- The Washington Times - Wednesday, March 13, 2013

A whistleblower and press-freedom advocacy group has posted leaked audio of Pfc. Bradley Manning’s testimony about his motives for leaking secret U.S. government documents and videos to anti-secrecy website WikiLeaks — the first time the public has heard his voice since his 2010 arrest.

The Freedom of the Press Foundation, co-founded by Daniel Ellsberg, who leaked the Pentagon Papers about the Vietnam war in 1971, posted the audio on its website Tuesday. The group said it was defying the military’s ban on recordings of Pfc. Manning’s pretrial tribunal so that Americans could learn why he passed hundreds of thousands of field military intelligence reports and State Department diplomatic cables to Wikileaks.

“We hope this recording will shed light on one of the most secret court trials in recent history, in which the government is putting on trial a concerned government employee whose only stated goal was to bring attention to what he viewed as serious governmental misconduct and criminal activity,” Mr. Ellsberg said in a statement on the group’s website.

He added the foundation did not know how the recording had been made.

Pfc. Manning has pleaded guilty to 11 charges arising from the leak, and already faces more than 20 years imprisonment. He is denying other charges, including aiding the enemy, which, in this case, carries a possible life sentence since prosecutors will not seek the death penalty.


Here the job is to transcribe the data exactly while omitting the images.

---------------

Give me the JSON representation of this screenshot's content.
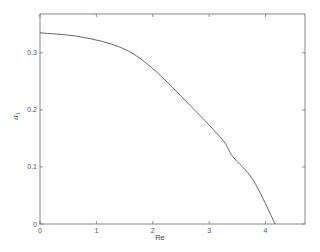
{
  "chart_data": {
    "type": "line",
    "title": "",
    "xlabel": "Re",
    "ylabel": "a1",
    "xlim": [
      0,
      4.7
    ],
    "ylim": [
      0,
      0.368
    ],
    "xticks": [
      0,
      1,
      2,
      3,
      4
    ],
    "xtick_labels": [
      "0",
      "1",
      "2",
      "3",
      "4"
    ],
    "yticks": [
      0,
      0.1,
      0.2,
      0.3
    ],
    "ytick_labels": [
      "0",
      "0.1",
      "0.2",
      "0.3"
    ],
    "grid": false,
    "legend": null,
    "series": [
      {
        "name": "a1",
        "x": [
          0,
          0.72,
          1.44,
          1.98,
          2.7,
          3.24,
          3.42,
          3.78,
          4.17
        ],
        "y": [
          0.335,
          0.328,
          0.309,
          0.274,
          0.204,
          0.147,
          0.118,
          0.077,
          0.0
        ]
      }
    ]
  },
  "colors": {
    "line": "#555555",
    "frame": "#666666"
  }
}
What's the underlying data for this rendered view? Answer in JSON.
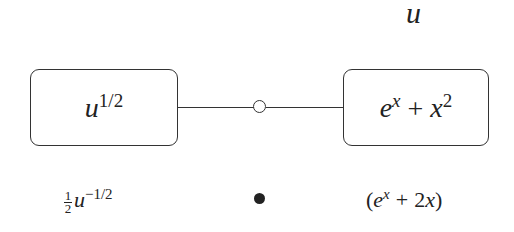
{
  "diagram": {
    "top_label": "u",
    "left_box": {
      "base": "u",
      "exponent": "1/2"
    },
    "right_box": {
      "term1_base": "e",
      "term1_exp": "x",
      "op": "+",
      "term2_base": "x",
      "term2_exp": "2"
    },
    "connector": {
      "node": "open-circle"
    },
    "bottom": {
      "left": {
        "frac_num": "1",
        "frac_den": "2",
        "base": "u",
        "exponent": "−1/2"
      },
      "middle": {
        "node": "filled-dot"
      },
      "right": {
        "open": "(",
        "base": "e",
        "exp": "x",
        "op": "+",
        "coef": "2",
        "var": "x",
        "close": ")"
      }
    }
  }
}
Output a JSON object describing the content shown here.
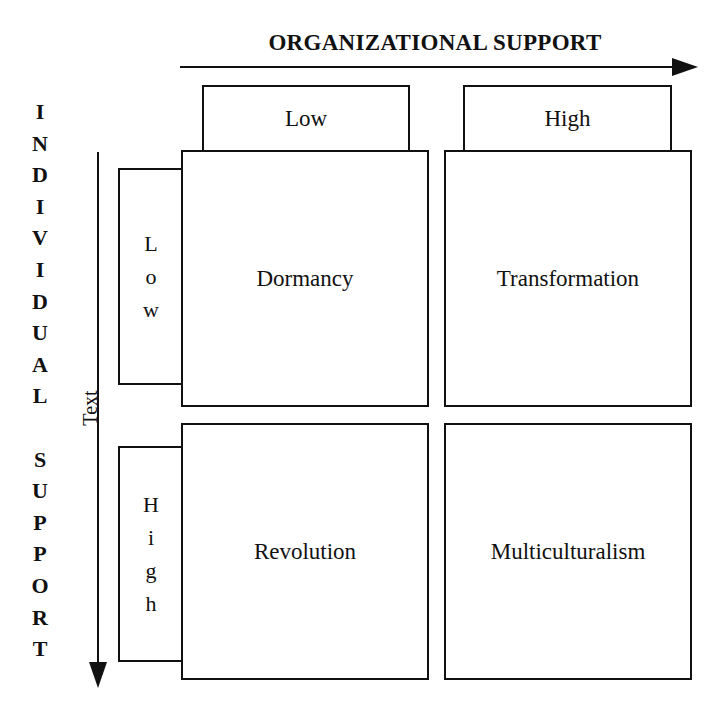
{
  "diagram": {
    "x_axis": {
      "title": "ORGANIZATIONAL SUPPORT",
      "levels": [
        "Low",
        "High"
      ]
    },
    "y_axis": {
      "title_word1_letters": [
        "I",
        "N",
        "D",
        "I",
        "V",
        "I",
        "D",
        "U",
        "A",
        "L"
      ],
      "title_word2_letters": [
        "S",
        "U",
        "P",
        "P",
        "O",
        "R",
        "T"
      ],
      "title": "INDIVIDUAL SUPPORT",
      "axis_text": "Text",
      "levels": [
        {
          "label": "Low",
          "letters": [
            "L",
            "o",
            "w"
          ]
        },
        {
          "label": "High",
          "letters": [
            "H",
            "i",
            "g",
            "h"
          ]
        }
      ]
    },
    "quadrants": [
      {
        "row": "Low",
        "col": "Low",
        "label": "Dormancy"
      },
      {
        "row": "Low",
        "col": "High",
        "label": "Transformation"
      },
      {
        "row": "High",
        "col": "Low",
        "label": "Revolution"
      },
      {
        "row": "High",
        "col": "High",
        "label": "Multiculturalism"
      }
    ],
    "colors": {
      "line": "#111111",
      "background": "#ffffff"
    }
  }
}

---------------

Result of the task
Give me the JSON representation of this screenshot's content.
{
  "chart_data": {
    "type": "line",
    "title": "",
    "xlabel": "Re",
    "ylabel": "a1",
    "xlim": [
      0,
      4.7
    ],
    "ylim": [
      0,
      0.368
    ],
    "xticks": [
      0,
      1,
      2,
      3,
      4
    ],
    "xtick_labels": [
      "0",
      "1",
      "2",
      "3",
      "4"
    ],
    "yticks": [
      0,
      0.1,
      0.2,
      0.3
    ],
    "ytick_labels": [
      "0",
      "0.1",
      "0.2",
      "0.3"
    ],
    "grid": false,
    "legend": null,
    "series": [
      {
        "name": "a1",
        "x": [
          0,
          0.72,
          1.44,
          1.98,
          2.7,
          3.24,
          3.42,
          3.78,
          4.17
        ],
        "y": [
          0.335,
          0.328,
          0.309,
          0.274,
          0.204,
          0.147,
          0.118,
          0.077,
          0.0
        ]
      }
    ]
  },
  "colors": {
    "line": "#555555",
    "frame": "#666666"
  }
}
What's the underlying data for this rendered view? Answer in JSON.
{
  "diagram": {
    "top_label": "u",
    "left_box": {
      "base": "u",
      "exponent": "1/2"
    },
    "right_box": {
      "term1_base": "e",
      "term1_exp": "x",
      "op": "+",
      "term2_base": "x",
      "term2_exp": "2"
    },
    "connector": {
      "node": "open-circle"
    },
    "bottom": {
      "left": {
        "frac_num": "1",
        "frac_den": "2",
        "base": "u",
        "exponent": "−1/2"
      },
      "middle": {
        "node": "filled-dot"
      },
      "right": {
        "open": "(",
        "base": "e",
        "exp": "x",
        "op": "+",
        "coef": "2",
        "var": "x",
        "close": ")"
      }
    }
  }
}
Output a JSON object describing the content shown here.
{
  "diagram": {
    "x_axis": {
      "title": "ORGANIZATIONAL SUPPORT",
      "levels": [
        "Low",
        "High"
      ]
    },
    "y_axis": {
      "title_word1_letters": [
        "I",
        "N",
        "D",
        "I",
        "V",
        "I",
        "D",
        "U",
        "A",
        "L"
      ],
      "title_word2_letters": [
        "S",
        "U",
        "P",
        "P",
        "O",
        "R",
        "T"
      ],
      "title": "INDIVIDUAL SUPPORT",
      "axis_text": "Text",
      "levels": [
        {
          "label": "Low",
          "letters": [
            "L",
            "o",
            "w"
          ]
        },
        {
          "label": "High",
          "letters": [
            "H",
            "i",
            "g",
            "h"
          ]
        }
      ]
    },
    "quadrants": [
      {
        "row": "Low",
        "col": "Low",
        "label": "Dormancy"
      },
      {
        "row": "Low",
        "col": "High",
        "label": "Transformation"
      },
      {
        "row": "High",
        "col": "Low",
        "label": "Revolution"
      },
      {
        "row": "High",
        "col": "High",
        "label": "Multiculturalism"
      }
    ],
    "colors": {
      "line": "#111111",
      "background": "#ffffff"
    }
  }
}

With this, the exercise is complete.